The Spaniards came in the early hours of the morning, and this time they came in force. Mindful of their previous reception, their first target was Ancre, the Roland estate, surmising that by cutting off the head of such resistance as they were likely to meet, they would incapacitate the entire body. Otherwise they would surely have opened their attack on the village itself, which they could not have known to be so empty of soldiery because of the
gabelle
riots at the Market in Lucheux the day before.

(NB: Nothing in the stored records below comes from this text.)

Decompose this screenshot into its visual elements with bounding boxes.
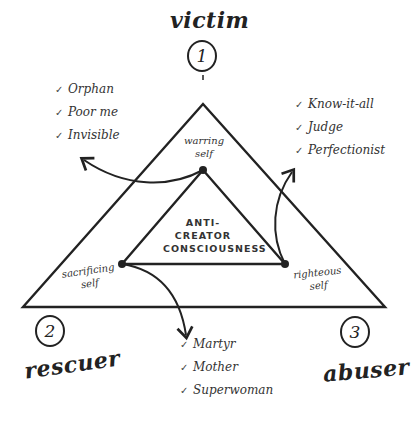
trait-item: ✓Martyr bbox=[180, 333, 273, 356]
victim-traits-list: ✓Orphan ✓Poor me ✓Invisible bbox=[55, 78, 120, 147]
check-icon: ✓ bbox=[295, 122, 303, 133]
check-icon: ✓ bbox=[180, 339, 188, 350]
trait-item: ✓Judge bbox=[295, 116, 385, 139]
role-victim-label: victim bbox=[170, 7, 249, 33]
trait-item: ✓Mother bbox=[180, 356, 273, 379]
check-icon: ✓ bbox=[55, 130, 63, 141]
trait-item: ✓Invisible bbox=[55, 124, 120, 147]
trait-item: ✓Poor me bbox=[55, 101, 120, 124]
warring-self-label: warring self bbox=[176, 134, 232, 160]
trait-item: ✓Know-it-all bbox=[295, 93, 385, 116]
check-icon: ✓ bbox=[295, 99, 303, 110]
check-icon: ✓ bbox=[180, 362, 188, 373]
check-icon: ✓ bbox=[180, 385, 188, 396]
arrow-to-rescuer-traits bbox=[122, 264, 186, 335]
check-icon: ✓ bbox=[55, 84, 63, 95]
trait-item: ✓Perfectionist bbox=[295, 139, 385, 162]
role-abuser-number: 3 bbox=[340, 316, 370, 348]
check-icon: ✓ bbox=[295, 145, 303, 156]
trait-item: ✓Orphan bbox=[55, 78, 120, 101]
check-icon: ✓ bbox=[55, 107, 63, 118]
rescuer-traits-list: ✓Martyr ✓Mother ✓Superwoman bbox=[180, 333, 273, 402]
role-rescuer-number: 2 bbox=[35, 315, 65, 347]
abuser-traits-list: ✓Know-it-all ✓Judge ✓Perfectionist bbox=[295, 93, 385, 162]
role-victim-number: 1 bbox=[187, 40, 217, 72]
trait-item: ✓Superwoman bbox=[180, 379, 273, 402]
center-label: ANTI- CREATOR CONSCIOUSNESS bbox=[163, 216, 243, 255]
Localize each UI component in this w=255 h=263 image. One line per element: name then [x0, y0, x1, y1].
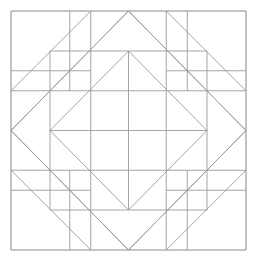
line-hst-diag-left-top — [11, 71, 70, 131]
line-hst-diag-bot-left — [70, 190, 129, 250]
line-hst-diag-top-right — [129, 11, 188, 71]
line-hst-diag-right-top — [187, 71, 246, 131]
line-hst-diag-left-bot — [11, 131, 70, 191]
line-hst-diag-bot-right — [129, 190, 188, 250]
pattern-line-group — [11, 11, 246, 250]
quilt-block-drawing: Quilt Block Line Drawing — [0, 0, 255, 263]
line-hst-diag-right-bot — [187, 131, 246, 191]
quilt-block-figure: Quilt Block Line Drawing — [0, 0, 255, 263]
line-hst-diag-top-left — [70, 11, 129, 71]
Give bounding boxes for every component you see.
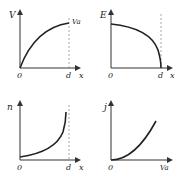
origin-label: 0 xyxy=(17,163,22,172)
d-label: d xyxy=(66,71,71,80)
panel-j-va: j 0 Va xyxy=(102,102,170,172)
x-label: Va xyxy=(160,164,169,172)
panel-v-x: V Va 0 d x xyxy=(9,10,84,80)
panel-n-x: n 0 d x xyxy=(7,102,84,172)
n-curve xyxy=(20,112,66,157)
j-curve xyxy=(111,121,156,160)
diagram-canvas: V Va 0 d x E 0 d x n 0 d x j 0 Va xyxy=(0,0,183,177)
y-label: j xyxy=(102,102,107,112)
d-label: d xyxy=(158,71,163,80)
origin-label: 0 xyxy=(108,71,113,80)
x-label: x xyxy=(79,71,84,80)
panel-e-x: E 0 d x xyxy=(99,10,175,80)
y-label: n xyxy=(7,102,13,112)
origin-label: 0 xyxy=(108,163,113,172)
v-curve xyxy=(20,23,69,68)
d-label: d xyxy=(66,163,71,172)
y-label: E xyxy=(99,10,107,20)
x-label: x xyxy=(79,163,84,172)
e-curve xyxy=(111,24,161,68)
x-label: x xyxy=(170,71,175,80)
origin-label: 0 xyxy=(17,71,22,80)
va-label: Va xyxy=(72,18,81,26)
y-label: V xyxy=(9,10,17,20)
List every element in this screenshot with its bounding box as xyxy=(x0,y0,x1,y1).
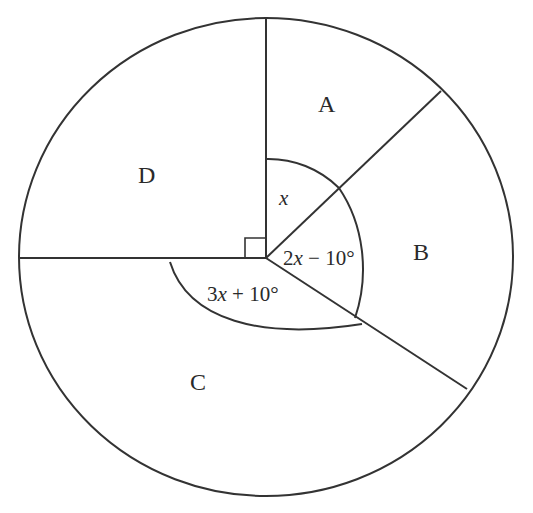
region-label-d: D xyxy=(138,162,155,188)
angle-label-x: x xyxy=(278,186,289,210)
radius-upper-right xyxy=(266,91,441,258)
angle-label-3x-plus-10: 3x + 10° xyxy=(207,282,279,306)
angle-label-2x-minus-10: 2x − 10° xyxy=(283,246,355,270)
circle-diagram: A B C D x 2x − 10° 3x + 10° xyxy=(0,0,533,513)
region-label-b: B xyxy=(413,239,429,265)
radius-lower-right xyxy=(266,258,467,389)
angle-b-const: − 10° xyxy=(303,246,355,270)
angle-b-coef: 2 xyxy=(283,246,294,270)
angle-c-coef: 3 xyxy=(207,282,218,306)
region-label-c: C xyxy=(190,369,206,395)
angle-c-const: + 10° xyxy=(227,282,279,306)
angle-arc-x xyxy=(266,159,339,188)
region-label-a: A xyxy=(318,91,336,117)
right-angle-marker xyxy=(245,238,266,258)
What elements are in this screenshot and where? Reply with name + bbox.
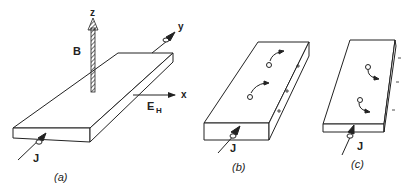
caption-a: (a) <box>54 171 68 183</box>
current-label-a: J <box>33 152 39 164</box>
hall-effect-diagram: z y x B E H J (a) J (b) <box>0 0 409 184</box>
panel-b <box>204 42 309 153</box>
b-field-label: B <box>73 45 81 57</box>
caption-c: (c) <box>351 158 364 170</box>
current-label-c: J <box>357 140 363 152</box>
panel-a <box>13 18 175 160</box>
caption-b: (b) <box>232 161 246 173</box>
diagram-canvas: z y x B E H J (a) J (b) <box>0 0 409 184</box>
current-arrow-tail-c <box>347 134 353 138</box>
z-axis-label: z <box>90 7 95 18</box>
hall-field-label: E <box>147 100 154 112</box>
current-label-b: J <box>230 142 236 154</box>
current-arrow-tail-a <box>36 140 42 144</box>
y-axis-label: y <box>178 21 184 32</box>
b-field-arrow-shaft <box>91 28 95 92</box>
x-axis-label: x <box>181 89 187 100</box>
hall-field-subscript: H <box>156 106 162 115</box>
slab-front-face <box>13 128 90 142</box>
b-field-arrow-head <box>88 18 98 30</box>
slab-c-top-face <box>323 40 395 124</box>
panel-c <box>323 40 401 155</box>
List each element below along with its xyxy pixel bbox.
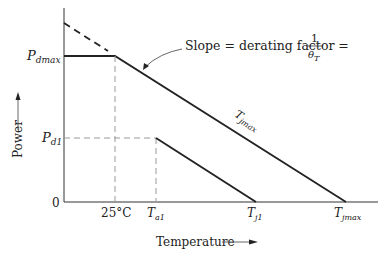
svg-text:Tjmax: Tjmax — [231, 108, 262, 135]
x-label-ta1: Ta1 — [147, 206, 165, 222]
y-label-pdmax: Pdmax — [26, 48, 61, 65]
y-label-pd1: Pd1 — [41, 130, 62, 147]
y-label-zero: 0 — [52, 196, 60, 210]
slope-annotation: Slope = derating factor = — [185, 38, 349, 53]
right-arrow-icon — [249, 240, 258, 245]
derating-curve-tjmax — [64, 56, 346, 202]
line-label-tjmax: Tjmax — [231, 108, 262, 135]
slope-pointer-arrow — [145, 49, 182, 67]
extrapolation-dashed-line — [64, 23, 108, 51]
x-label-25c: 25°C — [101, 206, 131, 220]
derating-diagram: Slope = derating factor = 1 θT Tjmax Pdm… — [0, 0, 384, 259]
x-label-tj1: Tj1 — [247, 206, 263, 222]
up-arrow-icon — [16, 92, 21, 100]
derating-curve-tj1 — [156, 138, 256, 202]
fraction-numerator: 1 — [311, 32, 318, 45]
x-label-tjmax: Tjmax — [334, 206, 362, 222]
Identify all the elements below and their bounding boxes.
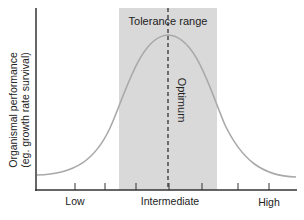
y-axis-label-line1: Organismal performance: [7, 52, 19, 168]
x-label-high: High: [258, 196, 280, 208]
x-label-low: Low: [65, 195, 85, 207]
y-axis-label-line2: (eg. growth rate survival): [19, 52, 31, 168]
tolerance-range-label: Tolerance range: [129, 15, 208, 27]
optimum-label: Optimum: [176, 78, 188, 123]
tolerance-curve-diagram: Tolerance range Optimum Organismal perfo…: [0, 0, 304, 220]
x-label-intermediate: Intermediate: [141, 195, 200, 207]
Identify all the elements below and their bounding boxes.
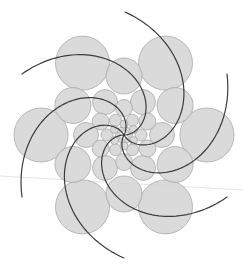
ring-0-circle (139, 180, 193, 234)
ring-3-circle (139, 140, 156, 157)
ring-1-circle (55, 147, 91, 183)
ring-1-circle (106, 58, 142, 94)
ring-0-circle (139, 36, 193, 90)
ring-2-circle (131, 155, 156, 180)
ring-5-circle (120, 120, 128, 128)
ring-3-circle (139, 113, 156, 130)
ring-5-circle (120, 142, 128, 150)
ring-1-circle (106, 176, 142, 212)
ring-3-circle (92, 140, 109, 157)
ring-2-circle (93, 90, 118, 115)
ring-1-circle (157, 88, 193, 124)
ring-0-circle (56, 36, 110, 90)
spiral-circle-diagram (0, 0, 243, 271)
ring-2-circle (93, 155, 118, 180)
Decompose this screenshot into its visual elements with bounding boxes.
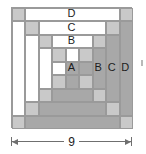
quilt-cell-a-ne	[79, 48, 92, 61]
quilt-cell-d-bottom-right-corner	[120, 116, 133, 129]
quilt-cell-d-left-strip	[12, 21, 25, 115]
quilt-block-figure: ABCDBCD 9	[0, 0, 146, 154]
dimension-value: 9	[64, 136, 79, 148]
dimension-value-wrap: 9	[11, 134, 132, 150]
quilt-cell-d-top-right-corner	[120, 8, 133, 21]
quilt-cell-b-bottom-strip	[52, 89, 92, 102]
quilt-cell-a-s	[66, 75, 79, 88]
quilt-cell-b-right-strip	[93, 48, 106, 88]
quilt-cell-c-top-left-corner	[25, 21, 38, 34]
quilt-cell-a-se	[79, 75, 92, 88]
quilt-cell-b-top-right-corner	[93, 35, 106, 48]
quilt-cell-c-bottom-strip	[39, 102, 106, 115]
quilt-cell-c-bottom-right-corner	[106, 102, 119, 115]
quilt-cell-b-top-strip	[52, 35, 92, 48]
quilt-cell-c-bottom-left-corner	[25, 102, 38, 115]
quilt-cell-c-top-right-corner	[106, 21, 119, 34]
width-dimension: 9	[11, 134, 132, 150]
quilt-cell-d-top-left-corner	[12, 8, 25, 21]
quilt-cell-c-right-strip	[106, 35, 119, 102]
quilt-cell-d-top-strip	[25, 8, 119, 21]
quilt-cell-a-w	[52, 62, 65, 75]
quilt-cell-c-top-strip	[39, 21, 106, 34]
quilt-cell-b-top-left-corner	[39, 35, 52, 48]
quilt-cell-b-bottom-right-corner	[93, 89, 106, 102]
quilt-cell-a-nw	[52, 48, 65, 61]
quilt-cell-d-bottom-left-corner	[12, 116, 25, 129]
quilt-cell-c-left-strip	[25, 35, 38, 102]
scan-speck	[141, 60, 143, 66]
quilt-cell-d-right-strip	[120, 21, 133, 115]
quilt-block	[11, 7, 132, 128]
quilt-cell-b-bottom-left-corner	[39, 89, 52, 102]
quilt-cell-a-center	[66, 62, 79, 75]
quilt-cell-d-bottom-strip	[25, 116, 119, 129]
quilt-cell-a-sw	[52, 75, 65, 88]
quilt-cell-a-n	[66, 48, 79, 61]
quilt-cell-a-e	[79, 62, 92, 75]
quilt-cell-b-left-strip	[39, 48, 52, 88]
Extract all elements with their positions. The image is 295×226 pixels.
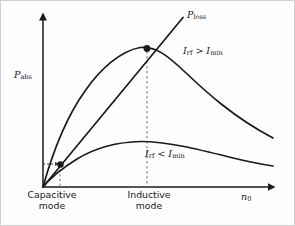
figure-container: Ploss Pabs Irf > Imin Irf < Imin n0 Capa… <box>0 0 295 226</box>
pabs-subscript: abs <box>20 73 32 81</box>
low-imin-subscript: min <box>172 152 185 160</box>
ploss-subscript: loss <box>193 13 206 21</box>
inductive-line-2: mode <box>108 201 190 212</box>
curve-high-current <box>43 47 273 187</box>
high-relation: > <box>192 45 206 56</box>
marker-lower-intersection <box>57 161 63 167</box>
high-current-annotation: Irf > Imin <box>183 46 223 57</box>
marker-upper-intersection <box>144 45 151 52</box>
low-current-annotation: Irf < Imin <box>145 149 185 160</box>
n0-subscript: 0 <box>247 195 251 203</box>
high-imin-subscript: min <box>210 49 223 57</box>
low-relation: < <box>154 148 168 159</box>
x-tick-inductive-mode: Inductive mode <box>108 190 190 212</box>
y-axis-label: Pabs <box>14 70 32 81</box>
x-tick-capacitive-mode: Capacitive mode <box>9 190 95 212</box>
line-ploss <box>43 18 183 188</box>
x-axis-label: n0 <box>241 192 251 203</box>
capacitive-line-2: mode <box>9 201 95 212</box>
ploss-label: Ploss <box>187 10 206 21</box>
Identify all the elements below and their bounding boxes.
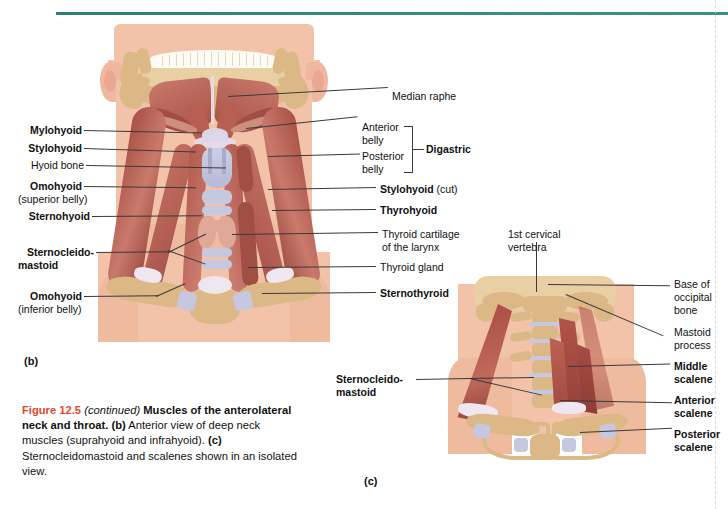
label-anterior-belly-line2: belly bbox=[362, 134, 384, 147]
label-stylohyoid-cut-suffix: (cut) bbox=[434, 183, 458, 195]
label-sternothyroid-text: Sternothyroid bbox=[380, 287, 449, 299]
label-sternocleidomastoid-c-text: Sternocleido- bbox=[336, 373, 403, 385]
label-sternothyroid: Sternothyroid bbox=[380, 287, 449, 300]
label-hyoid-bone-text: Hyoid bone bbox=[31, 159, 84, 171]
label-mylohyoid-text: Mylohyoid bbox=[30, 124, 82, 136]
label-thyrohyoid: Thyrohyoid bbox=[380, 204, 437, 217]
label-anterior-scalene-text: Anterior bbox=[674, 394, 715, 406]
label-mastoid-process: Mastoid bbox=[674, 326, 711, 339]
label-omohyoid-inferior: Omohyoid bbox=[0, 290, 82, 303]
label-mastoid-process-line2: process bbox=[674, 339, 711, 352]
figure-caption: Figure 12.5 (continued) Muscles of the a… bbox=[22, 403, 302, 479]
label-sternocleidomastoid-line2: mastoid bbox=[18, 259, 58, 272]
figure-part-c-tag: (c) bbox=[208, 434, 222, 446]
label-omohyoid-superior-text: Omohyoid bbox=[30, 180, 82, 192]
label-first-cervical-vertebra-text: 1st cervical bbox=[508, 228, 561, 240]
label-base-occipital-bone-text: Base of bbox=[674, 278, 710, 290]
label-thyroid-cartilage-line2: of the larynx bbox=[382, 241, 439, 254]
label-stylohyoid-text: Stylohyoid bbox=[28, 142, 82, 154]
top-divider-rule bbox=[56, 12, 728, 15]
panel-b-mark-text: (b) bbox=[24, 355, 38, 367]
digastric-bracket-stub bbox=[412, 149, 424, 150]
label-sternocleidomastoid-c-line2-text: mastoid bbox=[336, 386, 376, 398]
label-base-occipital-bone-line2: occipital bbox=[674, 291, 712, 304]
label-first-cervical-vertebra: 1st cervical bbox=[508, 228, 561, 241]
label-sternocleidomastoid-c-line2: mastoid bbox=[336, 386, 376, 399]
label-mastoid-process-line2-text: process bbox=[674, 339, 711, 351]
label-stylohyoid: Stylohyoid bbox=[0, 142, 82, 155]
label-anterior-belly-text: Anterior bbox=[362, 121, 399, 133]
figure-continued: (continued) bbox=[84, 404, 140, 416]
label-middle-scalene-text: Middle bbox=[674, 360, 707, 372]
label-middle-scalene-line2: scalene bbox=[674, 373, 713, 386]
label-omohyoid-inferior-sub: (inferior belly) bbox=[18, 303, 82, 316]
label-thyroid-cartilage-line2-text: of the larynx bbox=[382, 241, 439, 253]
median-raphe-structure bbox=[211, 76, 214, 124]
label-stylohyoid-cut: Stylohyoid (cut) bbox=[380, 183, 458, 196]
label-thyroid-cartilage: Thyroid cartilage bbox=[382, 228, 460, 241]
label-base-occipital-bone-line3: bone bbox=[674, 304, 697, 317]
panel-b-illustration bbox=[98, 24, 330, 342]
figure-part-b-tag: (b) bbox=[112, 419, 126, 431]
label-sternohyoid-text: Sternohyoid bbox=[29, 210, 90, 222]
figure-number: Figure 12.5 bbox=[22, 404, 81, 416]
label-thyrohyoid-text: Thyrohyoid bbox=[380, 204, 437, 216]
label-sternohyoid: Sternohyoid bbox=[0, 210, 90, 223]
label-anterior-belly-line2-text: belly bbox=[362, 134, 384, 146]
label-anterior-belly: Anterior bbox=[362, 121, 399, 134]
label-omohyoid-superior-sub: (superior belly) bbox=[18, 193, 87, 206]
label-thyroid-gland: Thyroid gland bbox=[380, 261, 444, 274]
label-digastric: Digastric bbox=[426, 143, 471, 156]
label-posterior-scalene: Posterior bbox=[674, 428, 720, 441]
label-sternocleidomastoid: Sternocleido- bbox=[0, 246, 94, 259]
figure-part-c-text: Sternocleidomastoid and scalenes shown i… bbox=[22, 450, 297, 477]
label-posterior-belly: Posterior bbox=[362, 150, 404, 163]
label-posterior-belly-text: Posterior bbox=[362, 150, 404, 162]
label-omohyoid-superior: Omohyoid bbox=[0, 180, 82, 193]
label-median-raphe-text: Median raphe bbox=[392, 90, 456, 102]
label-posterior-scalene-line2-text: scalene bbox=[674, 441, 713, 453]
label-sternocleidomastoid-text: Sternocleido- bbox=[27, 246, 94, 258]
label-base-occipital-bone-line3-text: bone bbox=[674, 304, 697, 316]
label-omohyoid-inferior-text: Omohyoid bbox=[30, 290, 82, 302]
label-middle-scalene-line2-text: scalene bbox=[674, 373, 713, 385]
panel-c-mark-text: (c) bbox=[364, 475, 377, 487]
label-anterior-scalene: Anterior bbox=[674, 394, 715, 407]
label-digastric-text: Digastric bbox=[426, 143, 471, 155]
label-sternocleidomastoid-line2-text: mastoid bbox=[18, 259, 58, 271]
label-hyoid-bone: Hyoid bone bbox=[0, 159, 84, 172]
digastric-bracket-bottom bbox=[404, 172, 413, 173]
label-posterior-scalene-line2: scalene bbox=[674, 441, 713, 454]
label-thyroid-gland-text: Thyroid gland bbox=[380, 261, 444, 273]
label-posterior-belly-line2-text: belly bbox=[362, 163, 384, 175]
label-omohyoid-superior-sub-text: (superior belly) bbox=[18, 193, 87, 205]
label-anterior-scalene-line2-text: scalene bbox=[674, 407, 713, 419]
label-posterior-scalene-text: Posterior bbox=[674, 428, 720, 440]
label-middle-scalene: Middle bbox=[674, 360, 707, 373]
label-first-cervical-vertebra-line2-text: vertebra bbox=[508, 241, 547, 253]
label-base-occipital-bone: Base of bbox=[674, 278, 710, 291]
label-thyroid-cartilage-text: Thyroid cartilage bbox=[382, 228, 460, 240]
label-sternocleidomastoid-c: Sternocleido- bbox=[336, 373, 403, 386]
digastric-bracket-top bbox=[404, 126, 413, 127]
label-omohyoid-inferior-sub-text: (inferior belly) bbox=[18, 303, 82, 315]
panel-c-mark: (c) bbox=[364, 475, 377, 487]
label-anterior-scalene-line2: scalene bbox=[674, 407, 713, 420]
label-median-raphe: Median raphe bbox=[392, 90, 456, 103]
label-base-occipital-bone-line2-text: occipital bbox=[674, 291, 712, 303]
label-mastoid-process-text: Mastoid bbox=[674, 326, 711, 338]
sternum-bone-c bbox=[530, 434, 560, 460]
label-mylohyoid: Mylohyoid bbox=[0, 124, 82, 137]
panel-b-mark: (b) bbox=[24, 355, 38, 367]
label-stylohyoid-cut-text: Stylohyoid bbox=[380, 183, 434, 195]
label-first-cervical-vertebra-line2: vertebra bbox=[508, 241, 547, 254]
label-posterior-belly-line2: belly bbox=[362, 163, 384, 176]
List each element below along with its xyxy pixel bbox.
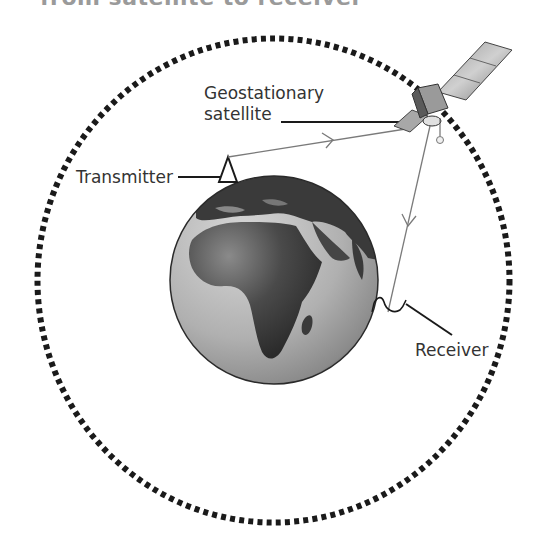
satellite-label: Geostationary satellite — [204, 83, 324, 125]
downlink-signal-arrow — [388, 126, 430, 312]
diagram-canvas — [0, 0, 540, 541]
transmitter-label: Transmitter — [76, 167, 173, 188]
satellite-label-line1: Geostationary — [204, 83, 324, 104]
satellite-label-line2: satellite — [204, 104, 324, 125]
satellite-icon — [394, 42, 512, 144]
uplink-signal-arrow — [228, 128, 412, 157]
receiver-label: Receiver — [415, 340, 489, 361]
transmitter-icon — [219, 157, 237, 182]
satellite-communication-diagram: from satellite to receiver — [0, 0, 540, 541]
receiver-leader-line — [406, 304, 452, 335]
earth-globe — [170, 176, 378, 384]
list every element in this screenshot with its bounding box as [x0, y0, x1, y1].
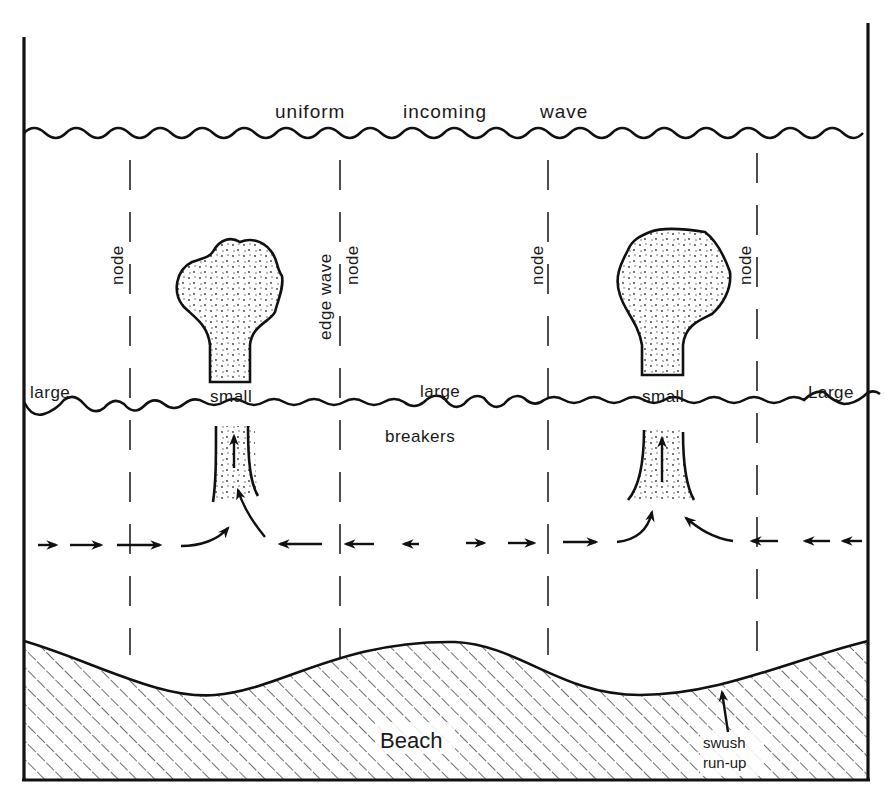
rip-current-head-2 [618, 229, 731, 375]
node-label-1: node [108, 245, 127, 285]
rip-neck-1 [213, 426, 258, 502]
node-label-4: node [736, 245, 755, 285]
breaker-large-right: Large [808, 383, 854, 402]
title-word-uniform: uniform [275, 101, 345, 122]
title-word-wave: wave [539, 101, 588, 122]
incoming-wave-line [24, 128, 863, 138]
title-word-incoming: incoming [403, 101, 487, 122]
breaker-small-2: small [642, 387, 684, 406]
arrow-curve-to-rip-2 [686, 518, 733, 541]
rip-neck-2 [628, 430, 694, 500]
breaker-large-left: large [30, 383, 70, 402]
beach-label: Beach [380, 728, 442, 753]
breaker-large-middle: large [420, 382, 460, 401]
arrow-curve-to-rip-2 [617, 512, 652, 542]
incoming-wave-title: uniform incoming wave [275, 101, 588, 122]
edge-wave-rip-current-diagram: uniform incoming wave node edge wave nod… [0, 0, 886, 798]
longshore-current-arrows [38, 490, 862, 546]
breaker-small-1: small [210, 387, 252, 406]
swash-label-line-2: run-up [703, 754, 746, 771]
node-label-3: node [528, 245, 547, 285]
node-label-2: node [343, 245, 362, 285]
breaker-labels: large small large small Large breakers [30, 382, 854, 446]
edge-wave-label: edge wave [316, 253, 335, 340]
rip-current-head-1 [177, 239, 283, 382]
arrow-curve-to-rip-1 [181, 528, 228, 546]
breakers-label: breakers [385, 427, 455, 446]
swash-label-line-1: swush [703, 734, 746, 751]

It was Gabriel Lange, sexton of this church, who roused me about two of the clock to warn that the Night Watch reported a large body of cavalry approaching us from the Flanders Road, which bisects the forest. There were, it seems, too many to challenge, but the Watch reported the first part of the force had already turned west towards the gates of Ancre. I immediately sent Gabriel to the taverns to alert the militia, and myself began the tocsin, as Jehan Bruyant, our bellringer, was unfortunately indisposed after a late night at the market.
Jacques Gilbert
I remember the heat. I had a headache, and the flies were bothering me, the horses were all sweaty and snorting, and the straw was dry and prickly against my skin. My back was hurting because Father had beaten me about something, so I had to sleep on my stomach, and it was pissing me off because I wanted to think about Colin’s sister Simone who I’d kissed a few days ago in the lumber room of Le Soleil Splendide, but I needed to be on my back for that, if you know what I mean.
I was fifteen.
I was sleeping in the stables because Father had taken Mother and the children to the Market at Lucheux, and we’d had problems lately with horse thieves. I’d got an arquebus just in case, but it was a rusty old thing, and they’re stupid guns anyway, because most people aim with their eyes not their groin. At least it was a firelock, which was something. I wouldn’t have fancied pissing about with a slow match in all that dry straw.
I was woken by gunfire. It was raining hard and I thought maybe I’d been hearing thunder, but the Général was going bonkers in his stall, and he was an old warhorse who always went crazy at the sound of guns. Then high and clear above it all I heard the distant bell of the tocsin and knew it was a raid.
I don’t know how long it had been going on, but I’d only got one leg in my breeches when the door banged open and César came crashing in. He must have been working late in the coach-house, and was already fully dressed and clutching a nasty-looking scythe.
‘Come on,’ he said. ‘It’s the Manor.’
He was stamping about impatiently while I hurled my boots on, he just couldn’t wait to get out and start killing people.
‘Spanish, from the look of them,’ he said. ‘Whole troop. Have you got …?’
He stopped when he saw I’d already hauled out the arquebus and was groping for the powder flask.
‘That’s good, that’s something, but we’ll need my pike against the cavalry.’
Cavalry. My fingers were fumbling, I was spilling the powder, the ball slipped out of my hand, I lost it in the straw and reached for another. His hand came clamping down on my wrist and held it still for a second.